No matter how great a vacation is, after a couple of weeks of no exercise and over-eating, a lot of travelers just can't wait to get back into the gym and restore balance to their bodies. With that, frequent travelers shared their several training and dietary strategies to minimally maintain your physique while traveling, or even continue making progress as usual.

When traveling, the biggest dietary problem is regulating the caloric intake every day. Traveling usually coincides with eating a lot, and restaurant food almost always comes with way more calories because of their contents like butter, oils, sugar, and other sources of hidden calories.

The large daily surplus of calories plus reduced exercise is a particularly bad combination for the physiques. It can also be a challenge to keep tabs on where the calories are coming from in terms of protein, carbohydrates, and fats.

Protein is your staple nutrient for maintaining a person's muscle, so one has to make sure getting enough protein every day. A good rule of thumb that most often times applies is to shoot for getting about 1 gram of protein per pound of body weight every day.

But the easiest and fastest way to keep track of your intake is a diet app called MyFitnessPal, which will allow busy people to research and track the nutrition data of the food they are eating or thinking about eating throughout the day.
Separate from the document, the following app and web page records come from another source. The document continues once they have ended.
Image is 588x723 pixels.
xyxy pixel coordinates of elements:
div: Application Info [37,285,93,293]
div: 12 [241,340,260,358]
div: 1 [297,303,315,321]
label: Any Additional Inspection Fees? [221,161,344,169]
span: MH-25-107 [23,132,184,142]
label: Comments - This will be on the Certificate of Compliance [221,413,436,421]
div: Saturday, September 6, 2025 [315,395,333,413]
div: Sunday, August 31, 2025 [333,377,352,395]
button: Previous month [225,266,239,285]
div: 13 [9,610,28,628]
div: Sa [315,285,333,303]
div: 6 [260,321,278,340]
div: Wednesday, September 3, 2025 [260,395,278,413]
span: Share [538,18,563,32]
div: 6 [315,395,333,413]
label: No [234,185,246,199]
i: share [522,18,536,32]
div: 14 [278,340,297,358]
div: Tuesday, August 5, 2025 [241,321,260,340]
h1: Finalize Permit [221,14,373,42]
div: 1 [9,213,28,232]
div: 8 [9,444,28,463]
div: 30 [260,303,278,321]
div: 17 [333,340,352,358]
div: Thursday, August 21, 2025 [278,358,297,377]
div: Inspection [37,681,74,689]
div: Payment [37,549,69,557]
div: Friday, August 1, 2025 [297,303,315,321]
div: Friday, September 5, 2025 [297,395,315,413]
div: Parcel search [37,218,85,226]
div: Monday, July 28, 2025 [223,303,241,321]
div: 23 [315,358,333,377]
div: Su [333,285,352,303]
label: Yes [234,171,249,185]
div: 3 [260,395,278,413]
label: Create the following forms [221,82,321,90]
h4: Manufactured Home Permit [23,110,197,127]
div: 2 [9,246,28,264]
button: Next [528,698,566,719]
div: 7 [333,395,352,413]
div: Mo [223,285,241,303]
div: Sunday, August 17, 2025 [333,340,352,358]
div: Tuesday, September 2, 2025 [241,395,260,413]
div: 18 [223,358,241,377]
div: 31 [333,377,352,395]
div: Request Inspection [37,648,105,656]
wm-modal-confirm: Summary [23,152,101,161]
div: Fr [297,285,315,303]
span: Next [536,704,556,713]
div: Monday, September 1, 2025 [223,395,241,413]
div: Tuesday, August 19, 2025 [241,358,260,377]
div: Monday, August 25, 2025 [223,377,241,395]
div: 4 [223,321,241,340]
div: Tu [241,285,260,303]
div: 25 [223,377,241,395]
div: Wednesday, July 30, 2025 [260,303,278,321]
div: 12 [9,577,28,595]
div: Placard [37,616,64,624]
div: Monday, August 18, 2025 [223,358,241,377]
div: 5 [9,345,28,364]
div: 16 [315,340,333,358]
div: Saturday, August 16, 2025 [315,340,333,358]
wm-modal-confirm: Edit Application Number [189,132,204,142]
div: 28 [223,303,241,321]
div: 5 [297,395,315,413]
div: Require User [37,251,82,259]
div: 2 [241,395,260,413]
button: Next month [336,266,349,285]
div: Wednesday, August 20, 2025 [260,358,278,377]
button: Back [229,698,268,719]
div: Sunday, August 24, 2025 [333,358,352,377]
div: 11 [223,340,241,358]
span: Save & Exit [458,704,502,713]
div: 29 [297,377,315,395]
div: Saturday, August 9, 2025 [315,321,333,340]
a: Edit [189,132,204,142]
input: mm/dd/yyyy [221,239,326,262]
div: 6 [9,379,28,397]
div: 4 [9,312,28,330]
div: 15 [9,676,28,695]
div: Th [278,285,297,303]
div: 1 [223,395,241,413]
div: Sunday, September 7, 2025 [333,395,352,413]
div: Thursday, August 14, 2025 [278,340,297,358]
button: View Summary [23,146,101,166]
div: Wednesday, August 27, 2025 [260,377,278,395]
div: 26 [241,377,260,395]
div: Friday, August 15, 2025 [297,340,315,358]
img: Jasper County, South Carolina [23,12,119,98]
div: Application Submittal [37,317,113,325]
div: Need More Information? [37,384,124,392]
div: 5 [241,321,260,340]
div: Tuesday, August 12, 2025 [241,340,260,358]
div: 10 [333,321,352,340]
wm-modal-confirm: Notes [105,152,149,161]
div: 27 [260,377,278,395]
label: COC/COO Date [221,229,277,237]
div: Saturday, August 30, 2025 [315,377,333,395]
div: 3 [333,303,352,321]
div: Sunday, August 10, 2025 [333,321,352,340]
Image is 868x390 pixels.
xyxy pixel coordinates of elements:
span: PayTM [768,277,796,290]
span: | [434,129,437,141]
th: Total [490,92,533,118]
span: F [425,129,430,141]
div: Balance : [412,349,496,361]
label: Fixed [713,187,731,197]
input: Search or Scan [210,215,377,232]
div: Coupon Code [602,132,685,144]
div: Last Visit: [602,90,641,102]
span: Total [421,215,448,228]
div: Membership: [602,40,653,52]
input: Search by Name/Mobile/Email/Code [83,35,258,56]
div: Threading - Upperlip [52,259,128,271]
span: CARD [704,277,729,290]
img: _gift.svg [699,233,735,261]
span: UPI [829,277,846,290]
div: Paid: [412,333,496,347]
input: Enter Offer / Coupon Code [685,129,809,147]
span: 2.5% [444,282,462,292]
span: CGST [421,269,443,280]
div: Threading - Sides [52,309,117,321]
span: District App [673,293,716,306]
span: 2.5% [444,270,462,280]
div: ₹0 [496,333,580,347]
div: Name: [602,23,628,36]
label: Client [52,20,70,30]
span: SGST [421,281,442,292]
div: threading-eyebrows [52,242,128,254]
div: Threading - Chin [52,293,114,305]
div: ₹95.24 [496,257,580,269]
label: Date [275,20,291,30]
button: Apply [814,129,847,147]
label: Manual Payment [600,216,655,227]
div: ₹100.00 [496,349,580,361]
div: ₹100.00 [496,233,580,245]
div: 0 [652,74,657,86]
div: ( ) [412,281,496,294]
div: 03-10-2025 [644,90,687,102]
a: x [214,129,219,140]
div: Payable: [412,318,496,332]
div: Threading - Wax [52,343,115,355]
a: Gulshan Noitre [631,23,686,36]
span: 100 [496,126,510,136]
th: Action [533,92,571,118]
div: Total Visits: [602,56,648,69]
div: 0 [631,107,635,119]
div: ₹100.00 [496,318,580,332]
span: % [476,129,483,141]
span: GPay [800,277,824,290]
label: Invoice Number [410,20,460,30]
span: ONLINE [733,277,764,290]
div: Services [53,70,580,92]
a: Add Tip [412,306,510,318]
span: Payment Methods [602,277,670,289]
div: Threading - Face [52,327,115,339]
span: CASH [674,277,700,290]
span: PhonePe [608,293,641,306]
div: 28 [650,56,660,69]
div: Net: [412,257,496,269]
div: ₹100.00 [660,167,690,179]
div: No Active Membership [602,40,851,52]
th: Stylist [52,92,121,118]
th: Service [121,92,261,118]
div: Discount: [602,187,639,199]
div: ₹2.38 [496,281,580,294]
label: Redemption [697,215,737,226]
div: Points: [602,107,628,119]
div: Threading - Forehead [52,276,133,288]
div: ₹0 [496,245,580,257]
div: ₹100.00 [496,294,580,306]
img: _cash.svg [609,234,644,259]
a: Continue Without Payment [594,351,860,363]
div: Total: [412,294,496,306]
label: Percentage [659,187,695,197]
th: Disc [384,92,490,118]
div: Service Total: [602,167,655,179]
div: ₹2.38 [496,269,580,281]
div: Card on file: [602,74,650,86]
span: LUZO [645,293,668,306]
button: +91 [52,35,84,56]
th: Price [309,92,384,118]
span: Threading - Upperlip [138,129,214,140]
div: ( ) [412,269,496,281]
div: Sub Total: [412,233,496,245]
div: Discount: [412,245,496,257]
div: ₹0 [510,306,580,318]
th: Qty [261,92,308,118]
This takes the guesswork out and helps them make better choices about what they're eating.

According to Muscle For Life, another style of dieting, getting popular is known as "flexible dieting". It is allegedly very useful when people are traveling. It allows them to keep their daily food intake under control without having the schedule revolve around eating times. However, if they are afraid that reducing meal frequency will impair their metabolism or cause weight gain, it won't. 

On the other hand, when getting workouts while on the road is considered by many people easier than some people think. They even provided several workable options like staying in a hotel near a local gym or even using the hotel gym so they could still stay fit while travelling.  They can also work out in their hotel room.

In addition, they could do a workout before a meal if possible.  As claimed by NCBI, the reason why training before a meal helps us stay on track is it depletes our body's glycogen stores. When this occurs, the body is primed to replenish these stores, and it uses carbohydrate you eat to do this. A person's body will not store carbohydrate as fat until glycogen levels are replenished.

So, as mentioned, staying on track while traveling isn't nearly as hopeless as many people think. Through using these strategies, a lot of people really found out that on vacations for as long as 3 weeks and even a month, they could enjoy large meals every day, and came back at exactly the same weight and conditioning as when they left.